Germany has now been re-united for sixteen years. A single currency has circulated for eight years. The enlargement of the
EU is just over three years old. It would be strange if its outcomes were already clearer. In practice, of course, the expansion of the EU to the East was set in motion in 1993, and completed—for the moment—in 2007, with the accession of Romania and Bulgaria, and at one level it is plain why it should be perhaps the principal source of satisfaction in today's chorus of European self-congratulation. All nine former ‘captive nations' of the Soviet bloc have been integrated without a hitch into the Union. Only the lands of a once independent Communism, in the time of Tito and Hoxha, wait to join the fold, and even there a start has been made with Slovenia. Capitalism has been restored smoothly and speedily, without vexing delays or derogations. Indeed, as the director-general of the EU Commission for Enlargement has recently observed: ‘Nowadays the level of privatization and liberalization of the market is often higher in new Member States than old ones'.
9
In this newly freed zone, rates of growth have also been considerably faster than in the larger economies to the west.

No less impressive has been the virtually frictionless implantation of political systems matching liberal norms—representative democracies complete with civil rights, elected parliaments, separation of powers, alternation of governments. Under the benevolent but watchful eye of the Commission, seeing to it that criteria laid down at Copenhagen in 1993 were properly met, Eastern Europe has been shepherded into the comity of free nations. There was no backsliding. The elites of the region were in most cases only too anxious to oblige. For their populations, constitutional niceties were less important than higher standards of living, once the late-communist yoke was thrown off, although few if any citizens were indifferent to the humbler liberties of speech, occupation or travel. When the time for accession came, there was assent, but little enthusiasm. Only in two countries out of ten—Lithuania and Slovenia—did a majority of the electorate turn out to vote for it, in referenda which most of the population elsewhere ignored, no doubt in part because they regarded it as a
fait accompli
by their leaders anyway.

Still, however technocratic or top-down the mechanics of enlargement may have been, the formal unification of the two halves of Europe is a historical accomplishment of the first order.
This is not because it has restored the countries of the East to an age-long common home, from which only a malign fate—the totalitarian grip of Russia—wrested them after the Second World War, as the ideologues of Central Europe, Kundera and others, have argued.

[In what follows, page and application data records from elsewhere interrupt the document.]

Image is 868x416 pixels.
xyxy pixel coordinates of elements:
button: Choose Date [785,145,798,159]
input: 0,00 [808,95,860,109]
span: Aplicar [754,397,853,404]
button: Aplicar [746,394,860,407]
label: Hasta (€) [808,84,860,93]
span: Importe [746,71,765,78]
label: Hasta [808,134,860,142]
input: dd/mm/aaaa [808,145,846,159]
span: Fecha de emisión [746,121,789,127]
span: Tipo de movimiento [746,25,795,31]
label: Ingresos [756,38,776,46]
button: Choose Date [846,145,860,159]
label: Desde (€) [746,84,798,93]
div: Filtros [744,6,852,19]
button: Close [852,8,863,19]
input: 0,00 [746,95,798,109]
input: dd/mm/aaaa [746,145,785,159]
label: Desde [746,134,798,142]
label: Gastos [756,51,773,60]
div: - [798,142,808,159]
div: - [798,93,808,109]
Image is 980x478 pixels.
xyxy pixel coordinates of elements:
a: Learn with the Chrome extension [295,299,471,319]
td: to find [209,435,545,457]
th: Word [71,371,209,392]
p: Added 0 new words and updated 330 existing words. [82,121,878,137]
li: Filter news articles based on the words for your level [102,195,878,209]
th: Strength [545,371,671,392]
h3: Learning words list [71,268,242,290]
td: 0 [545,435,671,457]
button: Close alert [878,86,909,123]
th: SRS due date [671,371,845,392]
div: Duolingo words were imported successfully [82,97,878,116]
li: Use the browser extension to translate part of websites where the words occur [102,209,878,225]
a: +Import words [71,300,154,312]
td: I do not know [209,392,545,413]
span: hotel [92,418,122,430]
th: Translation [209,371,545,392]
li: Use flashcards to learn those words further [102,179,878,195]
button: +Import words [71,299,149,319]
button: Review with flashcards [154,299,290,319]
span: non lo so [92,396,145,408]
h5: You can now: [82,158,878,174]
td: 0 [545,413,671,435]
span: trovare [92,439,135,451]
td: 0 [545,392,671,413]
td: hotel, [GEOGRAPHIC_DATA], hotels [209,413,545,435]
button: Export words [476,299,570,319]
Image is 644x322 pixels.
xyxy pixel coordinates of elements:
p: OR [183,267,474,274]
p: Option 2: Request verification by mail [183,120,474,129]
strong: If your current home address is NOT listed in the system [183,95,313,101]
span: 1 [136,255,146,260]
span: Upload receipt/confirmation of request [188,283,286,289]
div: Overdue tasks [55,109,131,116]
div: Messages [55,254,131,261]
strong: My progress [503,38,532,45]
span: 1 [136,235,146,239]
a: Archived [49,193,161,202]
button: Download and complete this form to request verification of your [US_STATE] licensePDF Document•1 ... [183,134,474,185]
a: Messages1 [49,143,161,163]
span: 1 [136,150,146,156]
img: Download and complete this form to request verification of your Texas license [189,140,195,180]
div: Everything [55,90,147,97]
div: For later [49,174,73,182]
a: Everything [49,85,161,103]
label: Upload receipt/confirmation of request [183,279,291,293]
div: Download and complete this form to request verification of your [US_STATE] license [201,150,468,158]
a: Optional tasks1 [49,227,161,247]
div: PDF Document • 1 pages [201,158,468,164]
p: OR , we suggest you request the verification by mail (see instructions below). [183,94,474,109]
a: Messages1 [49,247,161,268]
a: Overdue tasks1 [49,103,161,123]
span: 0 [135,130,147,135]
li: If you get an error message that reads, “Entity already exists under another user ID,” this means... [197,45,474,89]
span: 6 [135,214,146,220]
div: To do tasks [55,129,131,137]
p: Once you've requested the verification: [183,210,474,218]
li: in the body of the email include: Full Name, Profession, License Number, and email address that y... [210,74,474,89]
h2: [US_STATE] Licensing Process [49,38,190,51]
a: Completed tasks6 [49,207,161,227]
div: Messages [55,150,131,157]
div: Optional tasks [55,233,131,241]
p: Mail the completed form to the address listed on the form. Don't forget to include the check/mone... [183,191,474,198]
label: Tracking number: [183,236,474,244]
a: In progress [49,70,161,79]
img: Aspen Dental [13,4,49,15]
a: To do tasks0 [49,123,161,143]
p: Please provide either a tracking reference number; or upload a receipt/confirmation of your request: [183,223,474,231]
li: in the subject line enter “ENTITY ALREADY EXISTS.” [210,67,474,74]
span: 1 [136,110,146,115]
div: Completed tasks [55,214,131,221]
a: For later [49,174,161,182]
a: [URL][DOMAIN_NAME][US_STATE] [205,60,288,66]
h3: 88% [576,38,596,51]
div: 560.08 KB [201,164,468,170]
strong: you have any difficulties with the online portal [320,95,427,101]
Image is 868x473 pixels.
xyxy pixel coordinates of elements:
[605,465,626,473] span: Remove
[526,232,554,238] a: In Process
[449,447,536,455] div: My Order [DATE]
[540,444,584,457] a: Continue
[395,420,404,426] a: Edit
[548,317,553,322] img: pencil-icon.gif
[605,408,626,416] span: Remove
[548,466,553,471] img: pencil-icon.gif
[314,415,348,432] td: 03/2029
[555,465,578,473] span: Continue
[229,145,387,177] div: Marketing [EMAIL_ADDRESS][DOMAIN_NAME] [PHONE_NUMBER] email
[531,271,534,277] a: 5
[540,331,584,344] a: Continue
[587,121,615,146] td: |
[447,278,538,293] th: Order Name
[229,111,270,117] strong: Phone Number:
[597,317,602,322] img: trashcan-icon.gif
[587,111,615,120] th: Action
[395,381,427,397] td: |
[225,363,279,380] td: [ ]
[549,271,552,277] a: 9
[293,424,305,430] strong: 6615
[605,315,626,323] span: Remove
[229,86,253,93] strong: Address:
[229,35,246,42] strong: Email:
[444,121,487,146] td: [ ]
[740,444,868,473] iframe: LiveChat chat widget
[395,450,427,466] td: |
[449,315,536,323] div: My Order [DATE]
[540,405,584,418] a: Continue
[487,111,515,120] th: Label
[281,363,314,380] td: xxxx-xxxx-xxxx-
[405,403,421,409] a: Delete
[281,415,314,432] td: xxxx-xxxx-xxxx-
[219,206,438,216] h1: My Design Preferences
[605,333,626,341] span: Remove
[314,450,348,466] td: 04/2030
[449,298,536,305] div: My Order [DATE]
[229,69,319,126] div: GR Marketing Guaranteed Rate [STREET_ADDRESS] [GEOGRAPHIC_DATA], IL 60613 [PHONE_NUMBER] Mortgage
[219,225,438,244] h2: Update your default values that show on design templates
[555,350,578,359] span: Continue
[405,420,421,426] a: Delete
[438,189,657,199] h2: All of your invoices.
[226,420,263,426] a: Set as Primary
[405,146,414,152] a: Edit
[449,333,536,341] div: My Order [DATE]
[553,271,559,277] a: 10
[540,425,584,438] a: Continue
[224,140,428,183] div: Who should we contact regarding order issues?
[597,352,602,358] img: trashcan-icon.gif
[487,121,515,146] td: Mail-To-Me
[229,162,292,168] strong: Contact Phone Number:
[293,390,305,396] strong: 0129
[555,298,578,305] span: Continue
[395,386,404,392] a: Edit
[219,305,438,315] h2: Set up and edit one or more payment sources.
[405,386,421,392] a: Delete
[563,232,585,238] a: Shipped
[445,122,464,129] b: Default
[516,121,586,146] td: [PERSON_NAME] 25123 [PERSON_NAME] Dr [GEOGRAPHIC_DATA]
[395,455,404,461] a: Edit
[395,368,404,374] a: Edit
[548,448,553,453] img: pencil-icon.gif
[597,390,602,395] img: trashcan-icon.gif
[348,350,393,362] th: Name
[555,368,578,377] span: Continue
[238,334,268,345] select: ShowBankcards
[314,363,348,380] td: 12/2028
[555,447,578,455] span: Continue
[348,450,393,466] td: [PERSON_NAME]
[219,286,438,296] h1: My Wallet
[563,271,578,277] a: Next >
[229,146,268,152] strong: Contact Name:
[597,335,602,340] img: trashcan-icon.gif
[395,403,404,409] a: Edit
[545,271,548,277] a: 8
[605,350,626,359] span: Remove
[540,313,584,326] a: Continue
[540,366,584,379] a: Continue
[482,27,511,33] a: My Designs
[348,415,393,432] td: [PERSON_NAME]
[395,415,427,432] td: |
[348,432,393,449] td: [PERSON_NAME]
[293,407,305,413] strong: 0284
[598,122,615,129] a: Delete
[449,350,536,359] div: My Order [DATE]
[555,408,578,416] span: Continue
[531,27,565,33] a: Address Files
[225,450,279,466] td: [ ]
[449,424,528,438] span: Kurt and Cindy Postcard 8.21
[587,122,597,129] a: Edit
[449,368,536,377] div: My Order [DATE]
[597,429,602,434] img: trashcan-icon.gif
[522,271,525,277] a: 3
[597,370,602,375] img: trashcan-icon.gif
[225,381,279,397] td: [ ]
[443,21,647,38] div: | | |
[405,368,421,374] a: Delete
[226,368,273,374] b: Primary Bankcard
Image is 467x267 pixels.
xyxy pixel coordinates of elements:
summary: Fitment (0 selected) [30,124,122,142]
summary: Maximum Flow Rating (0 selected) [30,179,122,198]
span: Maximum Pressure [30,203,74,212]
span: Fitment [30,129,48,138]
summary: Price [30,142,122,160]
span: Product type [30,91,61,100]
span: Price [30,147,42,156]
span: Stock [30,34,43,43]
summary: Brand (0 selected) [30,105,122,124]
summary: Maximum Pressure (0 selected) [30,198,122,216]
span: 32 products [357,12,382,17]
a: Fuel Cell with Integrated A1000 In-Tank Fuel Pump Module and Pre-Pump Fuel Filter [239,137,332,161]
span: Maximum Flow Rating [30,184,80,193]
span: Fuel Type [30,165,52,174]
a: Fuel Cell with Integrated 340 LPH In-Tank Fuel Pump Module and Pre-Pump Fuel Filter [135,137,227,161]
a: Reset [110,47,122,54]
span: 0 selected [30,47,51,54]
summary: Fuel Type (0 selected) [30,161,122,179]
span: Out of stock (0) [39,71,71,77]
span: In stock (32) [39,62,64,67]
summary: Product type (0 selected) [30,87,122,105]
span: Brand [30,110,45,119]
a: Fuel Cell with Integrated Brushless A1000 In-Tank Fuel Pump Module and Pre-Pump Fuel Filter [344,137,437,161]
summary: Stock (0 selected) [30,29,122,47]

The division of the continent has deeper roots, and goes back much further, than the pact at Yalta. In a well-received book, the American historian Larry Wolff has taxed travellers and thinkers of the Enlightenment with ‘The Invention of Eastern Europe' as a supercilious myth of the eighteenth century. The reality is that from the time of the Roman Empire onwards, the lands now covered by the new member-states of the Union were nearly always poorer, less literate and less urbanized than most of their counterparts to the west: prey to nomadic invasions from Asia; subjected to a second serfdom that spared neither the German lands beyond the Elbe nor even relatively advanced Bohemia; annexed by Habsburg, Romanov, Hohenzollern or Ottoman conquerors. Their fate in the Second World War and its aftermath was not an unhappy exception in their history, but—catastrophically speaking—par for the course.